Perhaps even more importantly, it's no longer clear that Hezbollah's activities benefit the real ruler of Lebanon -- Syria. While Iran is Hezbollah's principal backer in terms of arms, money and ideology, it is Syria, the conduit for the weapons and the power broker in Lebanon, that is more responsible for the guerrilla war in the south. When Damascus cemented its rule over Lebanon in 1991 -- with the quiet acquiescence of Washington, which wanted Syria as part of its anti-Saddam coalition -- it disarmed all the other militias while allowing Hezbollah to continue to fight Israel in the south, refusing to allow Lebanon to deploy its army to the southern border.

The prevailing logic in Damascus was that Syria could use Hezbollah's resistance activities as a card in any future peace negotiations with Israel. There was an implicit understanding on both sides that the battleground would be limited to Lebanon. But that changed when Sharon became prime minister. Critical of the handling of the Israeli withdrawal from south Lebanon, a defeat that emboldened Islamic militants everywhere, Sharon signaled there would be no similar retreat in the Farms. Israel expanded its retaliations against Hezbollah attacks to include Syrian military targets in Lebanon and soon discovered that Damascus was not interested in taking on Israel directly. (Syria keeps around 20,000 troops in Lebanon, though last week it announced it would redeploy many of the troops, in accord with the 1989 Lebanese peace agreement, to rural parts of the country and also back to Syria.)
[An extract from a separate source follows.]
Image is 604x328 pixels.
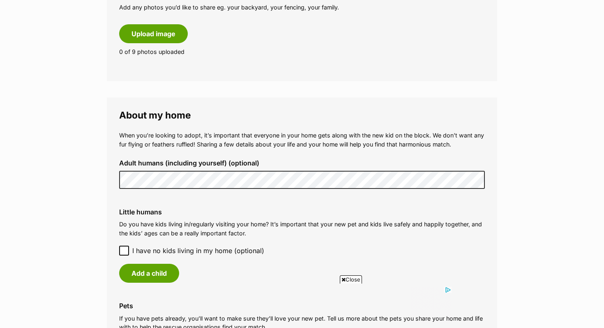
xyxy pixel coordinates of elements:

Despite the seeming futility of Hezbollah's Shebaa campaign -- and the very real possibility of a dramatic Israeli response -- Lebanon and Syria are not likely to move against the group anytime soon. Both governments continue to support the group's right to fight for the Shebaa Farms, and Lebanon is no closer to deploying its army in the south. The problem is that "Syria and Hezbollah," publicly invested in their "struggle" against Israel, "are hostage to this futile policy," said El-Khazen. "Hezbollah's activities -- both its past once-a-month or so shellings of the Israeli positions in the Shebaa Farms and even this recent escalation -- won't help liberate Palestine. Nor will it help liberate the Shebaa Farms. All it does is remind people that 'we are still here,' doing something. But what are they doing?"
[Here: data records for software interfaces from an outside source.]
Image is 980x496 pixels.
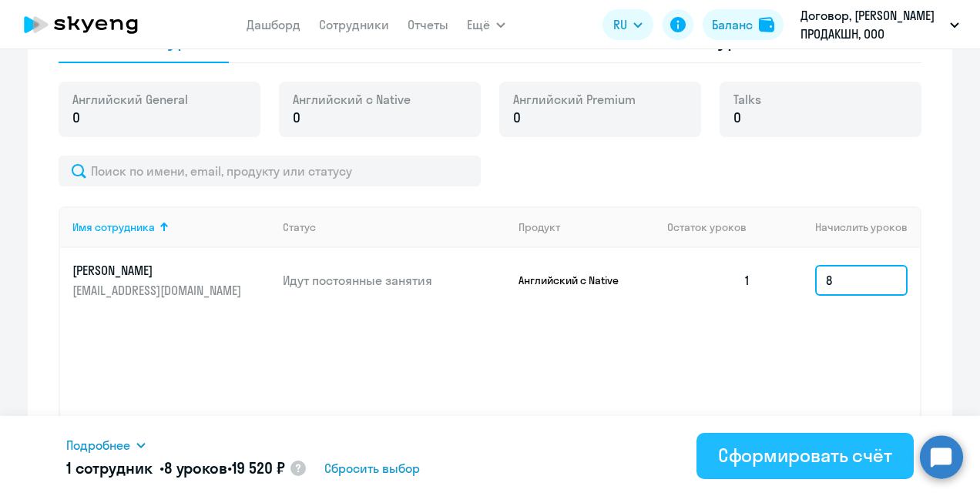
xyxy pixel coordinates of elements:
div: Баланс [711,16,753,33]
img: balance [759,17,774,32]
a: Дашборд [247,17,300,32]
span: Английский General [73,91,188,108]
span: 0 [733,108,741,128]
button: Балансbalance [703,9,783,40]
span: 0 [513,108,521,128]
button: Договор, [PERSON_NAME] ПРОДАКШН, ООО [793,6,967,43]
p: [EMAIL_ADDRESS][DOMAIN_NAME] [73,282,245,299]
span: Ещё [466,16,490,33]
span: 0 [73,108,80,128]
p: Договор, [PERSON_NAME] ПРОДАКШН, ООО [800,6,944,43]
div: Имя сотрудника [73,220,154,234]
span: 8 уроков [164,459,227,477]
p: [PERSON_NAME] [73,262,245,279]
button: Ещё [466,9,506,40]
span: Английский с Native [293,91,410,108]
th: Начислить уроков [763,207,920,248]
div: Статус [282,220,316,234]
span: RU [613,16,627,33]
button: Сформировать счёт [697,433,914,479]
div: Имя сотрудника [73,220,271,234]
a: [PERSON_NAME][EMAIL_ADDRESS][DOMAIN_NAME] [73,262,271,299]
p: Английский с Native [519,274,634,287]
span: Подробнее [66,436,130,455]
div: Остаток уроков [667,220,763,234]
h5: 1 сотрудник • • [66,458,284,479]
p: Идут постоянные занятия [282,272,506,289]
a: Сотрудники [319,17,389,32]
div: Продукт [519,220,560,234]
div: Продукт [519,220,655,234]
span: Сбросить выбор [325,460,420,477]
button: RU [602,9,653,40]
div: Сформировать счёт [718,443,892,467]
a: Отчеты [407,17,449,32]
input: Поиск по имени, email, продукту или статусу [59,155,481,186]
span: 19 520 ₽ [232,459,285,477]
td: 1 [654,248,763,313]
span: Остаток уроков [667,220,747,234]
span: Английский Premium [513,91,636,108]
span: Talks [733,91,762,108]
div: Статус [282,220,506,234]
span: 0 [293,108,300,128]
The real question surrounding the recent fighting between Israel and Hezbollah is what will happen if Sharon decides to up the ante and conducts a massive attack on Lebanese and Syrian targets. In the past, massive Israeli strikes (like, say, the 1996 Grapes of Wrath operation) have not swayed support for Hezbollah. But then Lebanon wasn't fighting merely for 10 square miles of farmland, and Israelis didn't see themselves as fighting for their survival. Perhaps Nasrallah can continue to balance his fiery rhetoric -- "It is the day for jihad, martyrdom and pure blood; the day for mothers who have a firm belief that encourages them to push their children toward martyrdom," he said a few days ago -- with Hezbollah's largely symbolic military endeavors in the Shebaa Farms.

But Nasrallah might well do well to heed the words of the main character in V.S. Naipaul's novel "The Mimic Men": "We mistake words and the acclamation of words for power; as soon as our bluff is called we are lost."


By Paul Wachter

Paul Wachter is pursuing a masters degree in Middle Eastern studies at the American University in Beirut.